FREAKY FLASH FRIDAY: The Occupant by David Hanlon
- Toil & Trouble
- 1 day ago
- 1 min read
The bead chain rattles sharply as Marcia tugs it, raising the slatted blind in Oliver’s bedroom. Sunlight spills across the cartoon wallpaper. Normally, he grumbles, pulls the covers, mumbling softly. Today, he screams: “Nooooo! Traitor!”
Marcia freezes. The word—steeped in suspicion, threaded with years of rage—is not a child’s. It cuts through the room like a raven’s cry. Where has he learned this? Her chest tightens, panic searing through her. Shadows twitch in the corners.
“What’s wrong, sweetheart?” she whispers, voice rattling, hand clutching the chain.
“The wight,” he murmurs, sweet, childlike. Then sharper: “Are you trying to blind me, traitor?” Precise, impossible from five-year-old lips.
Her stomach twists. The slurred speech she knows erupts razor-sharp, implacable. That word—traitor—strikes again, a knife she cannot pull free.
Oliver throws the quilt aside, body and gaze frozen as marble. Floorboards groan under unseen weight.
Marcia edges out, knees quaking like storm-ravaged trees, closing the door, exhaling, counting breaths she cannot trust.
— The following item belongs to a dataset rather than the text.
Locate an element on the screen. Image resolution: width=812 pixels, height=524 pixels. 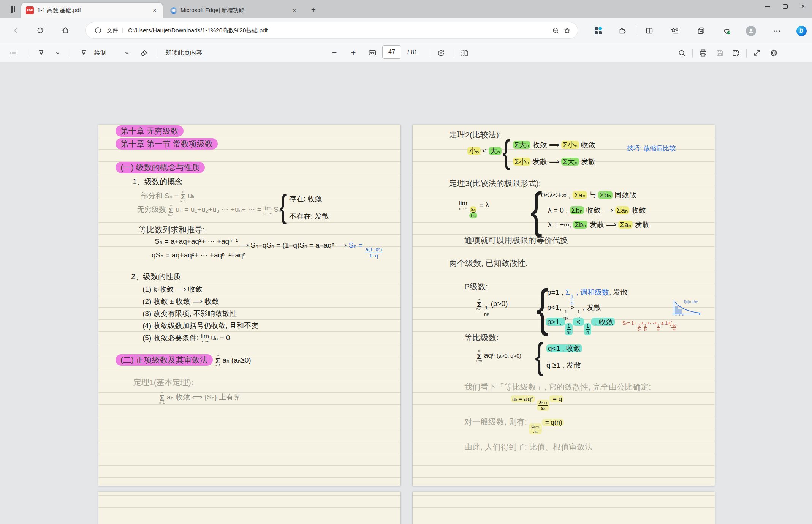
note-line: 无穷级数 ∞Σn=1 uₙ = u₁+u₂+u₃ ⋯ +uₙ+ ⋯ = limn… is located at coordinates (209, 210).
Oliver scuttles to his desk, crayons clutched in small fists. He draws her: triangle dress, stick arms, hollow white eyes. Then, crumbling the red crayon, he presses it into her eyes—wax hissing, scent sharp and acrid, frantic red spreading, blinding her through the paper, wielded by hands tiny, yet sharp as a blade.